Mr. Preston noted he is not predicting a resolution to the housing crisis in 2009, just the start of consistent improvement.
“I am looking at that as a period when we begin to see more consistency in buyers coming back into the marketplace, potentially seeing more cities go into the price appreciation column rather than the price decline column,” Preston said, speaking Tuesday at a Monitor-sponsored breakfast for reporters.
“I don’t look at that as being we are through the inventory, vacancy rates are where they were five years ago, and everything is fine again,” he said.
The drop in home prices and sales was a driving force behind the financial crisis that resulted in the bankruptcy of Lehman Brothers, the sale of Merrill Lynch, and the federal takeover of mortgage giants Fannie Mae and Freddie Mac.
The depth of the housing crisis is such that this year there will be between 2 million and 2.5 million home foreclosures in the US, says Preston.
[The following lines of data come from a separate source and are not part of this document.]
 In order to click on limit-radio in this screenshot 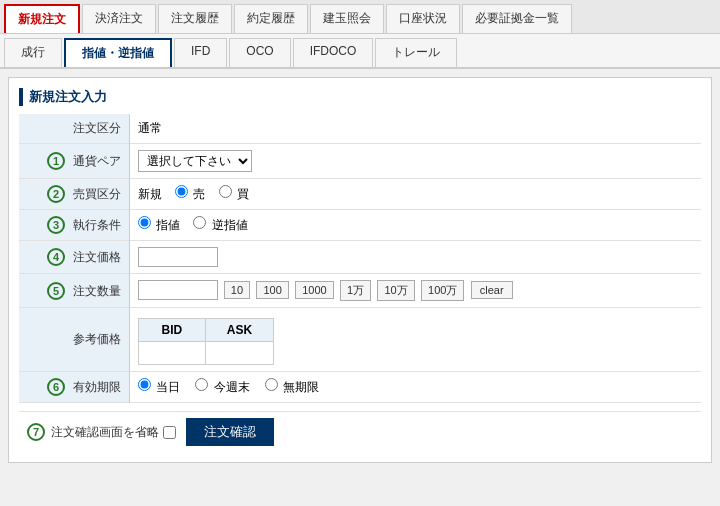, I will do `click(144, 222)`.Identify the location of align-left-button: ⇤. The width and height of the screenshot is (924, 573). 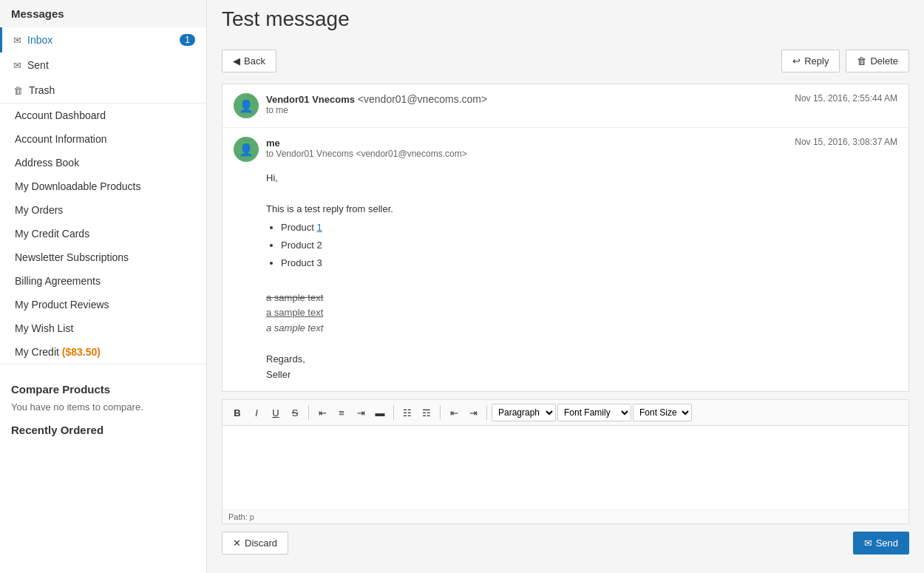
(322, 413). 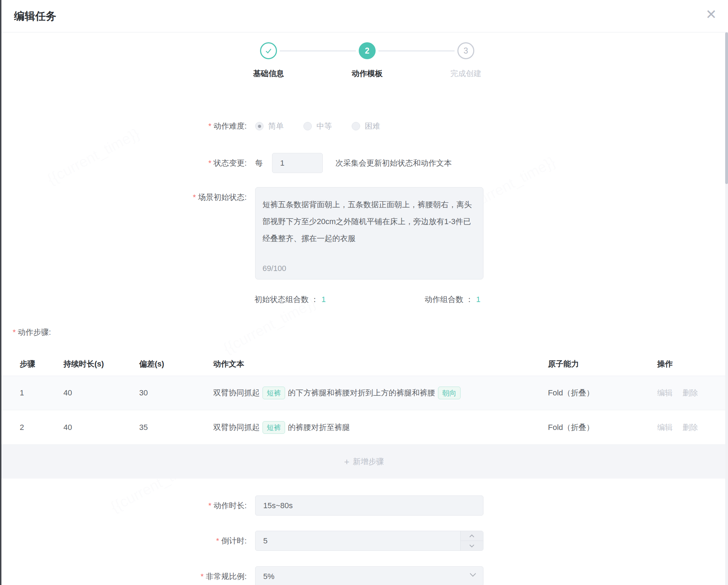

Last year there were 1.5 million.
“In a typical year it is 600,000 or so,” he says.
The recovery from the housing crisis in 2009 is likely to be regional in nature, the HUD secretary says.
“The crisis will begin abating in a number of regions of the country. That is what I am hopeful of. But I think it will be more intractable in other regions.” He says “it is going to be some time” before recovery comes to certain communities in California, Florida, Arizona, and Nevada.
Preston says it is “absurd” for critics to blame President Bush for the housing crisis.
“I am not sure how that claim connects with anything specific,” he says.